A Quote by Jeffrey Skoll

I believe that Silicon Valley is truly a place of excellence and the impact of this tiny community on the world is completely disproportionate to its size. We are the undisputed leaders of technological change. But with our abundance of talent and resources, we also have the opportunity to be the pioneers of social change and, ultimately, this may be our greatest contribution.
Sometimes, in Silicon Valley, there is this attitude that we know best and we can change the world. The boldness allows us to invent the future. But, we need more empathy for those who are left behind and a recognition that Silicon Valley can't just call the shots and expect change.
We who work in technology have nurtured an especially rare gift: the opportunity to effect change at an unprecedented scale and rate. Technology, community, and capitalism combine to make Silicon Valley the potential epicenter of vast positive change.
We live in an extraordinary time. We are caught up in a pace of social and technological change that makes our work, our business and education, sources of anxiety and unfulfillment. Thinking about our thinking and observing our observations can bring us a new world in which work becomes a place for innovation, and in which peace, wisdom, friendship, companionship and community can exist. Let us design this world together.
Google is a place filled with open-minded, innovative people from all over the world. It's a fun place to work, and it's a place where different kinds of skills come together. As we grew from a startup, I remember our founders saying that people don't want us to change our culture, but we need to keep making it better. It's an attitude: "We are the ones we've been waiting for." Silicon Valley in general, tech in general, means using technology to solve big problems in the world.

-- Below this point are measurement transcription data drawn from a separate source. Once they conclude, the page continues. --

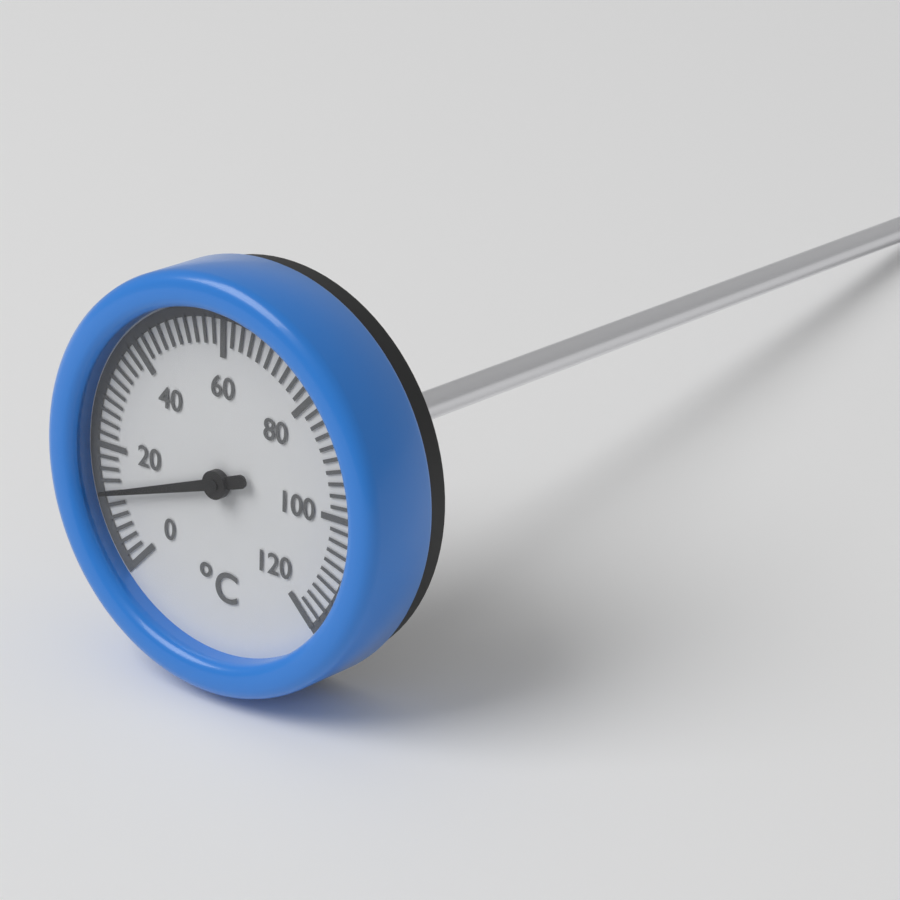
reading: 12 °C
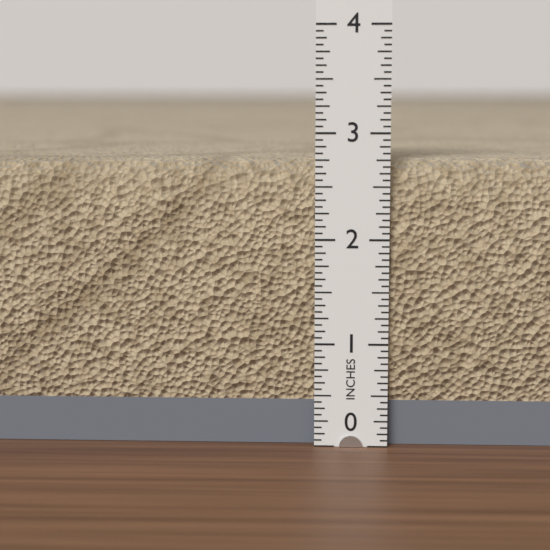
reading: 2.7500 in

There's no better place in the world for technology start-ups than Silicon Valley; there's such an incredible well of talent and capital and resources. The whole system is set up to foster the creation of new companies.
think there's a culture of Silicon Valley that seems to have the attitude that you can have it both ways, that you can be an insurgent but also, ultimately, it's paid for by advertising, when in fact advertising is totally retrograde. Now that's an industry we should be disrupting, and maybe you disrupt it by funding public media. None of this is technological destiny; there are only social choices.

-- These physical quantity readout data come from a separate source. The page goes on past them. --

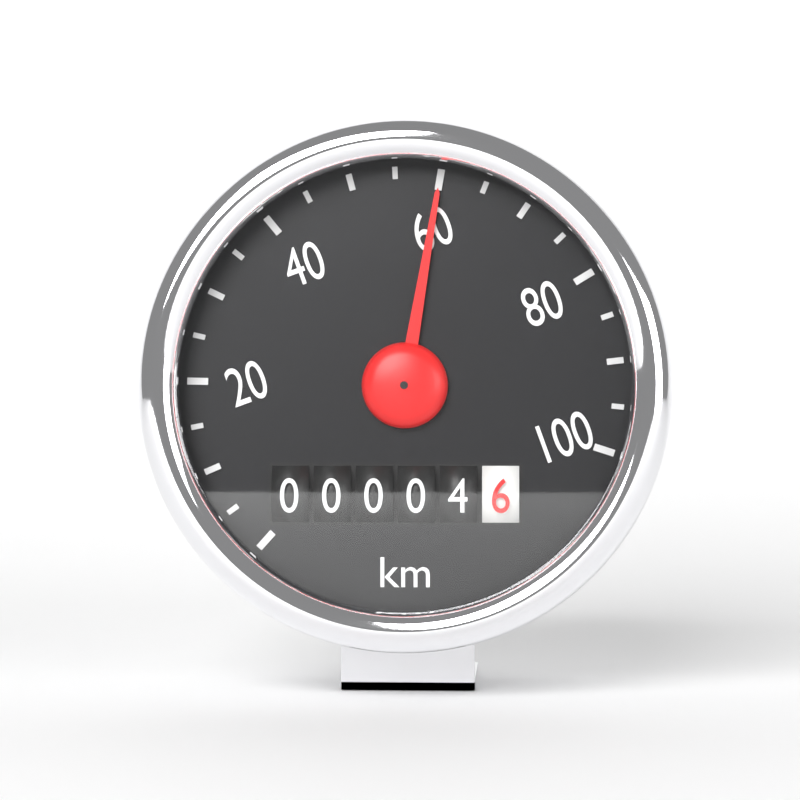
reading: 60 km/h
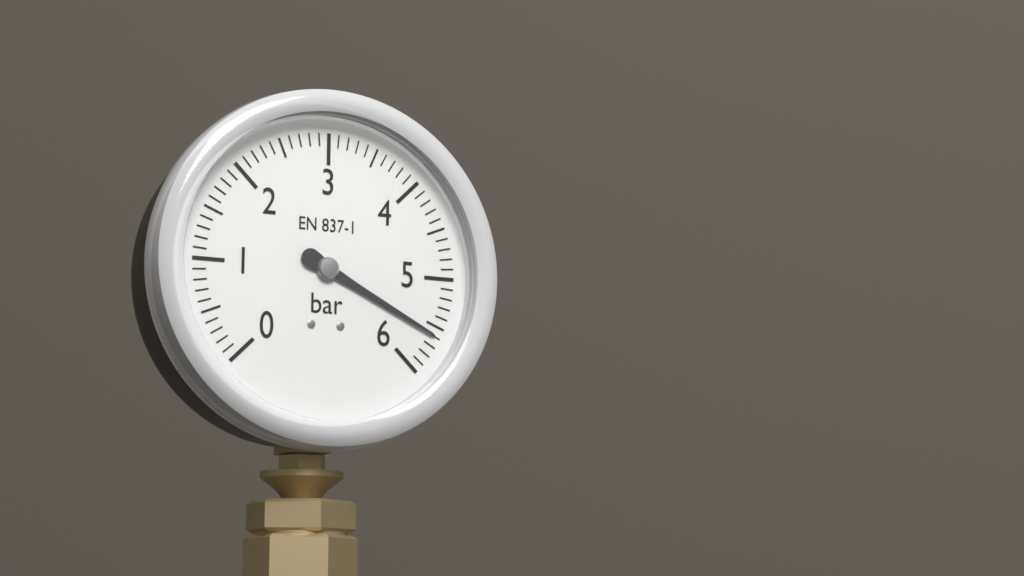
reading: 5.6 bar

We have all been given a gift with 'The Big Bang Theory,' a show that's not only based in the scientific community, but also enthusiastically supported by that same community - this is our opportunity to give back, in that spirit, our 'Big Bang' family has made a meaningful contribution, and together, we'll share in the support of these future scholars, scientists and leaders.
No matter how you measure it, women and girls bear the brunt of poverty. But it's also clear that women are also our greatest hope for ending it. We at CARE have long believed that if you change the life of a girl or woman, you don't just change that individual, you change her family and then her community.

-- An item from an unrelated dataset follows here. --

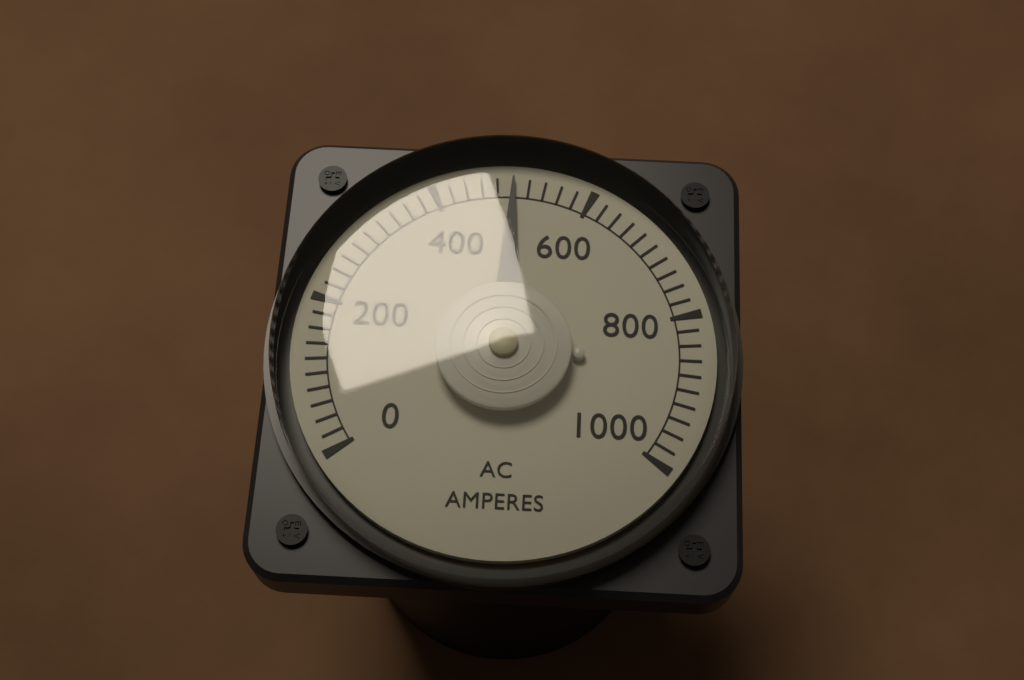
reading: 500 A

Think of managing change as an adventure. It tests your skills and abilities. It brings forth talent that may have been dormant. Change is also a training ground for leadership. When we think of leaders, we remember times of change, innovation, and conflict. Leadership is often about shaping a new way of life. To do that, you must advance change, take risks, and accept responsibility for making change happen.
On the one hand, our social nature is our greatest beauty - it means that we have natural empathy and sympathy. But our social nature also means that we may let ourselves be controlled by the judgments of others, precisely because we care so much about our status in community.
Japan will change. Let's create a country where innovation is constantly happening, giving birth to new industries to lead the world, when I visit Silicon Valley I want to think about how we can take Silicon Valley's ways and make them work in Japan.
Many companies aspire to change the world. But very few have all the elements required: talent, resources and perseverance. Microsoft has proven that it has all three in abundance.
Balance and control come from healthy anger. This is just as aggressive as the unhealthy kind. But it is based on a belief and hope for change in social roles and institutions. Healthy anger demands change and creates the confrontations needed for change to occur. It also gives the other an opportunity to help make that change. “Our task, of course, is to transmute the anger that is affliction into the anger that is determination to bring about change. I think, in fact, that one could give that as a definition of revolution.
At a relatively early age, I began to believe that building a business was perhaps the greatest opportunity for making an impact, because it's a tool for making a change in the world.
I think governments will increasingly be tempted to rely on Silicon Valley to solve problems like obesity or climate change because Silicon Valley runs the information infrastructure through which we consume information.
In our instinctive attachments, our fear of change, and our wish for certainty and permanence, we may undercut the impermanence which is our greatest strength, our most fundamental identity. Without impermanence, there is no process. The nature of life is change. All hope is based on process.